Monday, October 18th, 2010

Timothy Donnelly read the long title poem from his new book The Cloud Corporation (Wave Books) at his book release party, which was held at A Public Space in Brooklyn earlier this month. Our exclusive video coverage, filmed and edited by DJ Dolack, includes interviews with Mary Jo Bang, Joshua Bell, Brett Fletcher Lauer, Lytton Smith and Mark Strand.

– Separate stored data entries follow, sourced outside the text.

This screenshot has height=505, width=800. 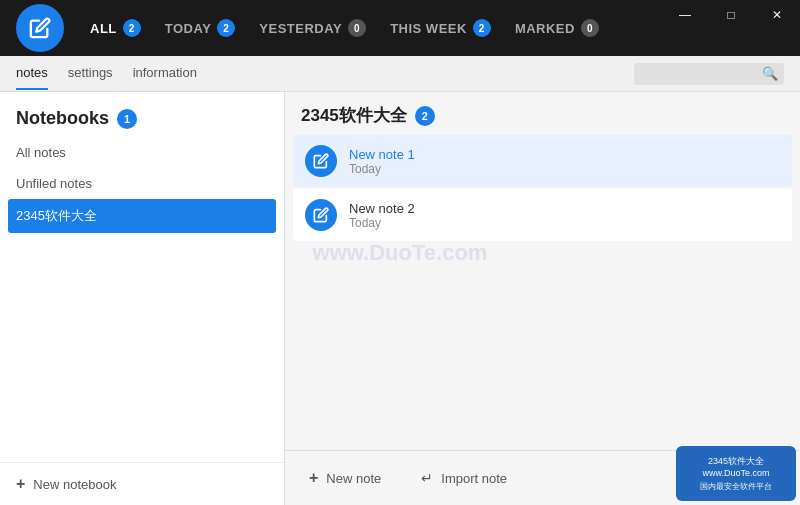 What do you see at coordinates (558, 162) in the screenshot?
I see `note-content-1: New note 1 Today` at bounding box center [558, 162].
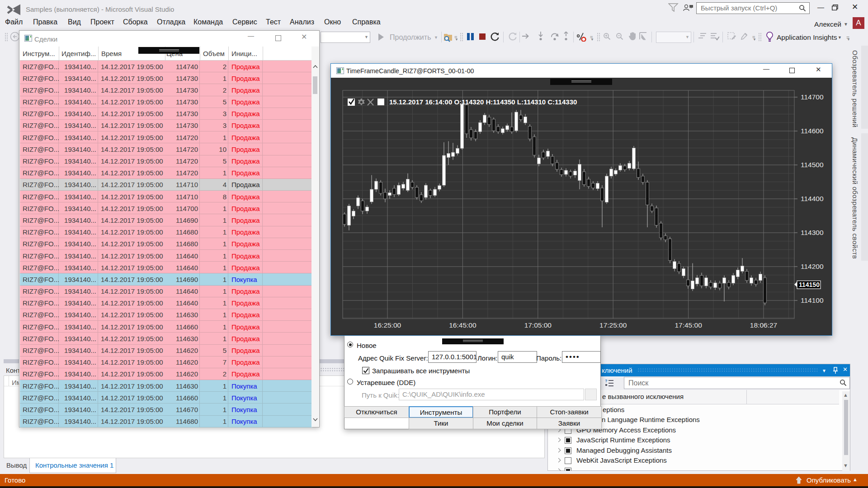 The height and width of the screenshot is (488, 868). Describe the element at coordinates (388, 325) in the screenshot. I see `svg-text: 16:25:00` at that location.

Tourist Trap 1: Julie Doxsee

Sunday, September 26th, 2010

Tourist Trap, NYC is a web video series that follows touring poets to some of New York’s top tourist destinations, as well as lesser known bars, reading venues and unheralded back streets. Each episode will feature one or two poets as they explore the city, discuss their work, how urban landscapes influence their writing, the history or importance of landmark they’ve chosen to visit, as well as any art/literature related conversations they might deem relevant along the way. Each episode will culminate with a short, 1-2 poem reading at their destination of choice.

tourist trap

Julie Doxsee holds a PhD from the University of Denver and is the author of Objects for a Fog Death (Black Ocean 2010) and Undersleep (Octopus Books 2008). She teaches creative writing, literature, and academic writing at Koc University in Istanbul, Turkey, where she lives on the European side of the Bosphorus.

Email ttrapnyc@gmail.com for more information.

Tourist Trap, NYC is produced by Eye For An Iris Press and Coldfront.